Naram and Shallah were unshackled and ran forward. Metal harnesses were locked to their bodies. Long wire lines ran from these harnesses to ringbolts in the forecastle deck.

The two Swimmers dived fearlessly into the foaming waters. The wire lines tautened and Carse glimpsed the heads of the two bobbing like corks as they swam smoothly ahead of the galley into the roaring Banks.

“You see?” said Boghaz. “They feel out the channel. They can guide a ship through anything.”

To the slow beat of the drum the black galley forged into the broken water.

Ywain stood, hair flying in the breeze and hauberk shining, by the man at the tiller. She and Scyld peered closely ahead. The rough waters shook along the keel with a hiss and a snarl and once an oar splintered on a rock but they crept on safely.

It was a long slow weary passage. The sun rose toward the zenith. There was an aching tension aboard the galley.

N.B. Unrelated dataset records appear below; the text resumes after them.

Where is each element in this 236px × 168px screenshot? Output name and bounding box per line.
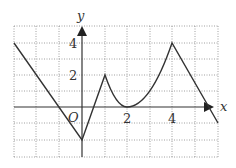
function-curve: [14, 43, 218, 140]
y-tick-2: 2: [69, 68, 77, 83]
x-axis: x: [14, 99, 228, 114]
x-tick-4: 4: [168, 111, 176, 126]
function-graph: x y O 2 4 2 4: [0, 0, 236, 168]
y-tick-4: 4: [69, 36, 77, 51]
x-axis-label: x: [220, 99, 228, 114]
y-axis-arrow-icon: [77, 26, 87, 36]
y-axis-label: y: [76, 8, 85, 23]
x-tick-2: 2: [123, 111, 131, 126]
grid: [14, 26, 218, 157]
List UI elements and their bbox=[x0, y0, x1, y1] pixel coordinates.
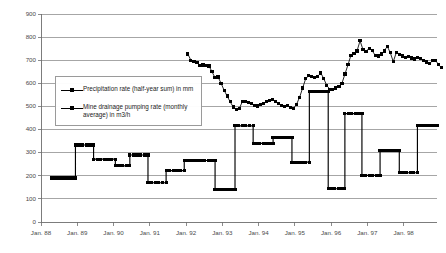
chart-container: Precipitation rate (half-year sum) in mm… bbox=[0, 0, 446, 253]
x-axis-tick-label: Jan. 90 bbox=[94, 230, 134, 236]
legend-line-marker-icon bbox=[61, 86, 83, 94]
legend-label-pumping: Mine drainage pumping rate (monthly aver… bbox=[83, 103, 199, 119]
x-axis-tick-label: Jan. 89 bbox=[57, 230, 97, 236]
chart-legend: Precipitation rate (half-year sum) in mm… bbox=[55, 76, 202, 126]
y-axis-tick-label: 100 bbox=[8, 196, 36, 202]
y-axis-tick-label: 600 bbox=[8, 80, 36, 86]
y-axis-tick-label: 800 bbox=[8, 34, 36, 40]
x-axis-tick-label: Jan. 92 bbox=[166, 230, 206, 236]
legend-entry-pumping: Mine drainage pumping rate (monthly aver… bbox=[61, 103, 199, 119]
x-axis-tick-label: Jan. 96 bbox=[311, 230, 351, 236]
legend-label-precipitation: Precipitation rate (half-year sum) in mm bbox=[83, 85, 193, 93]
x-axis-tick-label: Jan. 95 bbox=[275, 230, 315, 236]
legend-line-marker-icon bbox=[61, 104, 83, 112]
y-axis-tick-label: 500 bbox=[8, 103, 36, 109]
legend-entry-precipitation: Precipitation rate (half-year sum) in mm bbox=[61, 85, 193, 94]
y-axis-tick-label: 0 bbox=[8, 219, 36, 225]
x-axis-tick-label: Jan. 97 bbox=[347, 230, 387, 236]
x-axis-tick-label: Jan. 98 bbox=[384, 230, 424, 236]
x-axis-tick-label: Jan. 88 bbox=[21, 230, 61, 236]
y-axis-tick-label: 900 bbox=[8, 11, 36, 17]
x-axis-tick-label: Jan. 93 bbox=[202, 230, 242, 236]
chart-plot-area bbox=[0, 0, 446, 253]
x-axis-tick-label: Jan. 94 bbox=[239, 230, 279, 236]
y-axis-tick-label: 300 bbox=[8, 149, 36, 155]
x-axis-tick-label: Jan. 91 bbox=[130, 230, 170, 236]
y-axis-tick-label: 700 bbox=[8, 57, 36, 63]
y-axis-tick-label: 200 bbox=[8, 173, 36, 179]
y-axis-tick-label: 400 bbox=[8, 126, 36, 132]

Carse only dimly heard the roar of breakers as he and Boghaz labored at their oar. The fat Valkisian was groaning ceaselessly now. Carse’s arms felt like lead, his brain seemed clamped in steel.

At last the galley found smooth water, shot clear of the Banks. Their dull thunder came now from astern. The Swimmers were hauled back in.

Ywain glanced down into the oar pit for the first time, at the staggering slaves.